*WORK INSTRUCTION*.
The full data, repeated exactly, is the only answer needed.

*SOURCE DATA*.
::::

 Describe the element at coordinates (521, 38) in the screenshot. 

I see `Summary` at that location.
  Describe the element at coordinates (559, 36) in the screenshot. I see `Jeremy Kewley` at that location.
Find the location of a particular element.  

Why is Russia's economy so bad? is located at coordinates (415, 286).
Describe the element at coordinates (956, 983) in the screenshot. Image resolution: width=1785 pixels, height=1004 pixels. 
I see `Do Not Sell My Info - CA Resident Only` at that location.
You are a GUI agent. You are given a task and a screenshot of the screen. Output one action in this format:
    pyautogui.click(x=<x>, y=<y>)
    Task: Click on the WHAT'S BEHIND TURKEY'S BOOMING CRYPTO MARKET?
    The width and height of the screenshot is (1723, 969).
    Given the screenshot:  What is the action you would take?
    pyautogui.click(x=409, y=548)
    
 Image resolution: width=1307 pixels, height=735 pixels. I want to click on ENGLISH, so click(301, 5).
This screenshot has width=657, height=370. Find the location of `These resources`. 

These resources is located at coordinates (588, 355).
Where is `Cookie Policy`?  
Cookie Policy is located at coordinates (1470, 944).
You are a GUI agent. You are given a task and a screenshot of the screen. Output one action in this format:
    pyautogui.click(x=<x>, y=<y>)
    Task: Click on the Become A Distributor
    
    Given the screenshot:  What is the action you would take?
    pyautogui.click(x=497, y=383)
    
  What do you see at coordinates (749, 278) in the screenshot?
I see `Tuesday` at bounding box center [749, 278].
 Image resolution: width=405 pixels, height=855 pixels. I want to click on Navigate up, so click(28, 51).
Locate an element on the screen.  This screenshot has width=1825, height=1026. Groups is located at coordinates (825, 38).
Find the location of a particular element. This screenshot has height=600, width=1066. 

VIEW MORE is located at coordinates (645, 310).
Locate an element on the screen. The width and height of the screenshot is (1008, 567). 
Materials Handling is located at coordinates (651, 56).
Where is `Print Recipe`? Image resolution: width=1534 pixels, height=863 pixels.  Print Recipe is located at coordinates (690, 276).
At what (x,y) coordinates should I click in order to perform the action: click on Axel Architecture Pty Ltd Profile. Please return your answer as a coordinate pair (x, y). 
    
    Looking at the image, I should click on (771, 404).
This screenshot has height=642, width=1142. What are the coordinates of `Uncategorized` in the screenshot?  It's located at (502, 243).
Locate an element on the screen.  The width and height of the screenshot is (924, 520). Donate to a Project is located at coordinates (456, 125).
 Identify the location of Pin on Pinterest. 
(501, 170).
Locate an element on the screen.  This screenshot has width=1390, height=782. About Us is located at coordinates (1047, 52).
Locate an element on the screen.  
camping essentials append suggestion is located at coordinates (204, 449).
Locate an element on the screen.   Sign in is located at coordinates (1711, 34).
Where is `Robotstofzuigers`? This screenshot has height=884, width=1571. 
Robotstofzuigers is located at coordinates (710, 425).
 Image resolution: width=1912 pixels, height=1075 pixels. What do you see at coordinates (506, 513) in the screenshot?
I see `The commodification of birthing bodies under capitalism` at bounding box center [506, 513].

::::

*EXERCISE SOLUTION*.
 Describe the element at coordinates (521, 38) in the screenshot. 

I see `Summary` at that location.
  Describe the element at coordinates (559, 36) in the screenshot. I see `Jeremy Kewley` at that location.
Find the location of a particular element.  

Why is Russia's economy so bad? is located at coordinates (415, 286).
Describe the element at coordinates (956, 983) in the screenshot. Image resolution: width=1785 pixels, height=1004 pixels. 
I see `Do Not Sell My Info - CA Resident Only` at that location.
You are a GUI agent. You are given a task and a screenshot of the screen. Output one action in this format:
    pyautogui.click(x=<x>, y=<y>)
    Task: Click on the WHAT'S BEHIND TURKEY'S BOOMING CRYPTO MARKET?
    The width and height of the screenshot is (1723, 969).
    Given the screenshot:  What is the action you would take?
    pyautogui.click(x=409, y=548)
    
 Image resolution: width=1307 pixels, height=735 pixels. I want to click on ENGLISH, so click(301, 5).
This screenshot has width=657, height=370. Find the location of `These resources`. 

These resources is located at coordinates (588, 355).
Where is `Cookie Policy`?  
Cookie Policy is located at coordinates (1470, 944).
You are a GUI agent. You are given a task and a screenshot of the screen. Output one action in this format:
    pyautogui.click(x=<x>, y=<y>)
    Task: Click on the Become A Distributor
    
    Given the screenshot:  What is the action you would take?
    pyautogui.click(x=497, y=383)
    
  What do you see at coordinates (749, 278) in the screenshot?
I see `Tuesday` at bounding box center [749, 278].
 Image resolution: width=405 pixels, height=855 pixels. I want to click on Navigate up, so click(28, 51).
Locate an element on the screen.  This screenshot has width=1825, height=1026. Groups is located at coordinates (825, 38).
Find the location of a particular element. This screenshot has height=600, width=1066. 

VIEW MORE is located at coordinates (645, 310).
Locate an element on the screen. The width and height of the screenshot is (1008, 567). 
Materials Handling is located at coordinates (651, 56).
Where is `Print Recipe`? Image resolution: width=1534 pixels, height=863 pixels.  Print Recipe is located at coordinates (690, 276).
At what (x,y) coordinates should I click in order to perform the action: click on Axel Architecture Pty Ltd Profile. Please return your answer as a coordinate pair (x, y). 
    
    Looking at the image, I should click on (771, 404).
This screenshot has height=642, width=1142. What are the coordinates of `Uncategorized` in the screenshot?  It's located at (502, 243).
Locate an element on the screen.  The width and height of the screenshot is (924, 520). Donate to a Project is located at coordinates (456, 125).
 Identify the location of Pin on Pinterest. 
(501, 170).
Locate an element on the screen.  This screenshot has width=1390, height=782. About Us is located at coordinates (1047, 52).
Locate an element on the screen.  
camping essentials append suggestion is located at coordinates (204, 449).
Locate an element on the screen.   Sign in is located at coordinates (1711, 34).
Where is `Robotstofzuigers`? This screenshot has height=884, width=1571. 
Robotstofzuigers is located at coordinates (710, 425).
 Image resolution: width=1912 pixels, height=1075 pixels. What do you see at coordinates (506, 513) in the screenshot?
I see `The commodification of birthing bodies under capitalism` at bounding box center [506, 513].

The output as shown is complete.